I don’t know what Sally Brown’s words did to Marcus, but they created in me such a conflict of emotions that I wanted to throw up. On the one hand, the arrival of aliens and their superior technology would make all our work for the past few years as obsolete as the horse and carriage; on the other hand, I would have what I had wanted for so long: access to the stars.
We froze in front of the TV screen, waiting for our first look at the Genizee.
What we got instead was a look at their ships, inside and out, and at their technical equipment. No pictures of aliens, not then. We learned later that they weren’t sure Earth people were ready for three-foot-long cylinders of quaking black jelly, topped by a writhing mass of yellow spaghetti. Instead, we got pictures of technology.
Oddly enough, it was the sight of the ships that Marcus and I, alone of all the people on Earth, found hardest to take. The video signals had been beamed to Earth a few hours earlier, from just beyond the orbit of Saturn, along with a series of radio messages—in seven major Earth languages—proclaimi
ng peaceful intentions and giving a projected arrival time at Earth equatorial orbit in less than a week.
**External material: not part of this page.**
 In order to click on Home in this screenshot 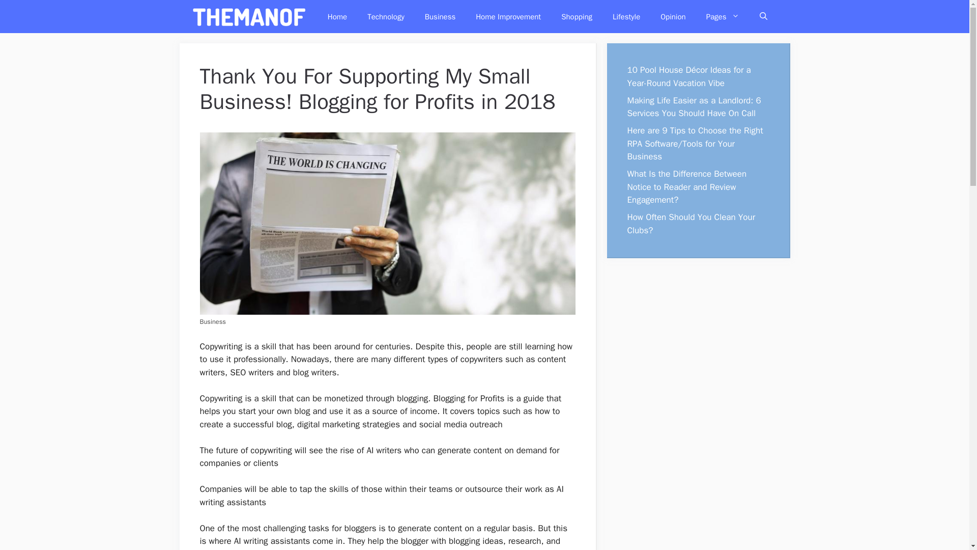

The radio messages we could take. But the ships….
Marcus caught on first. “Where is it?” he said, almost under his breath. “Wilmer, where’s the drive?”
No one else would have been able to understand his question. But I did.
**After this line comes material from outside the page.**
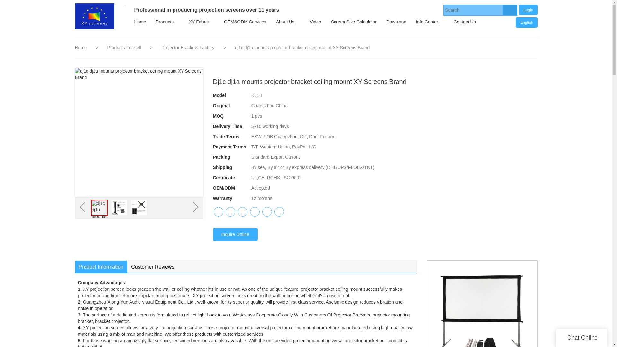 The width and height of the screenshot is (617, 347). Describe the element at coordinates (528, 10) in the screenshot. I see `Login` at that location.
The form of certain technologies are dictated completely by the laws of chemistry and physics. That includes all propulsion technology. For instance, a rocket is a rocket, no matter whether the propellant is hot neutral gas, ionized particles, or radiation; and it makes little difference if the energy comes from chemical or nuclear processes. Similarly, a laser is a laser, regardless of wavelength or energy level. And the FTL drive that Marcus had conceived, and that we had both been working on so hard, had its own characteristic physics and signature.
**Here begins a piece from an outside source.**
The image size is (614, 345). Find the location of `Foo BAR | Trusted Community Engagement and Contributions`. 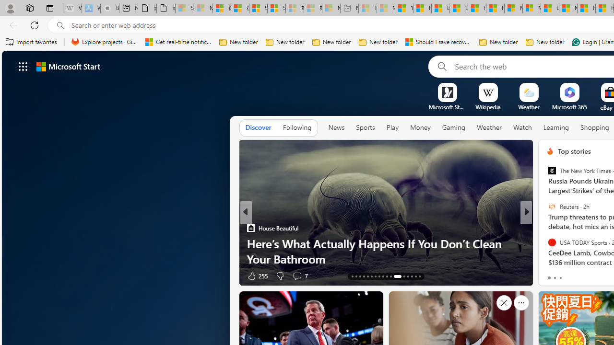

Foo BAR | Trusted Community Engagement and Contributions is located at coordinates (495, 9).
The Genizee ships showed no sign of that signature. Either they had traveled across the interstellar void using a method which was so advanced that we could not recognize it; or—far more likely, in Marcus’s paranoid view—they were deliberately withholding all information on their FTL drive.
Neither Marcus nor I could imagine a third possibility.
When the third option was proposed, Marcus did not believe it. He has never believed it, to this day.
In retrospect, the aliens broke it to us slowly and carefully.
First, they brought their three ships into orbit around the Earth, five hundred miles up, and sat there quietly for a week and a half, doing nothing except chatting over the radio and making sure that their mastery of Earth languages was complete. They told us a lot about themselves during that period, and asked for nothing in return but our idiomatic phrases. On the first day we learned that they came from the Tau Ceti system. (Marcus and I had been right on target, though we received little satisfaction from the thought.) Day Two they gave us a description of their civilization, with its five populated planets and moons and its links to other, more distant intelligences; all, according to the Genizee, were as peaceful, well-meaning and sympathetic as they were.